On Sun, Mar 20, 2005 at 05:32:13PM +0100, Ludo Stellingwerff wrote:
> As an daily user of Patricks patches, I like to agree with Patricks
> analysis about the loosing of flexibility with the choice not to use
> virtual devices. In a real-life situation I had to revert to using
> plain, unsave GRE-tunnels because of the complexity of using 2.6-ipsec
> for the same purpose. I'm routing one of multiple defaultroutes over
> this tunnel:) It felt like a relieve having a device to work with.
I'll add my 2 cents to this.
In my situation, there are three different sites in the same city
(Amsterdam), interconnected using a shared L2 vlan, and six routers
(A1, A2, B1, B2, C1, C2) on that vlan, two per site for redundancy
reasons. Each router runs ospf.
The vlan is provided to us by a telco that we do not necessarily trust.
So ideally, we'd like all traffic that goes over the vlan (modulo ARPs
and STP and stuff) to be encrypted. ("-o eth3 -j ENCRYPT")

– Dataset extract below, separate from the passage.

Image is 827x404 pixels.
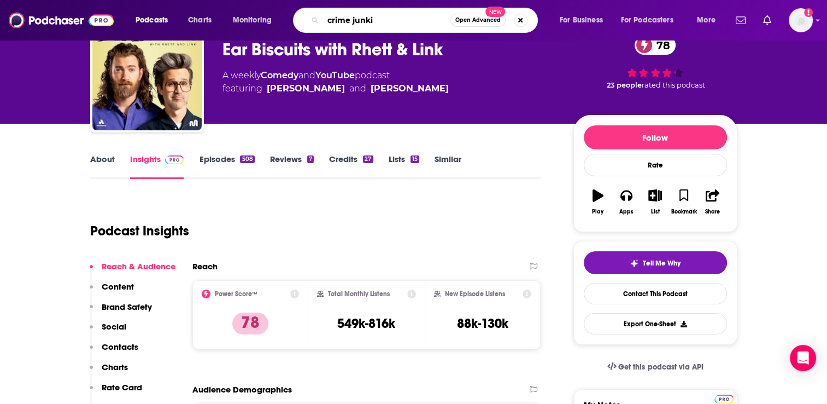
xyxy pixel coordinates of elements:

The problem I kept running into with tunnel mode is that tunnel
mode SPD rules appear to dictate routing policy in a way that's not
compatible with dynamic routing.
I.e., a line like:
spdadd 10.10.1.0/24 10.0.1.0/24 any -P out ipsec
esp/tunnel/1.2.3.4-5.6.7.8/require;
effectively says "All traffic from 10.10.1.0/24 to 10.0.1.0/24 will
be sent over a tunnel with local endpoint 1.2.3.4 and remote endpoint
5.6.7.8", but:
- I have no idea beforehand what address ranges are going to be routed
over this vlan. (Customers might send traffic with source addresses
in address ranges that they don't announce to us (asymmetric routing),
and I don't want those packets to remain unencrypted just because they
don't match the SPD rule.) A 0.0.0.0/0 0.0.0.0/0 rule would not be
appropriate either since that'd suck _all_ traffic into this tunnel.
- I have no idea beforehand what the remote nexthop is going to be. A1
might ordinarily send its traffic for site B to B1, but if B1 fails
it'll want to start using B2 instead, which would be prevented by the
SPD rule hardcoding the remote tunnel endpoint to B1.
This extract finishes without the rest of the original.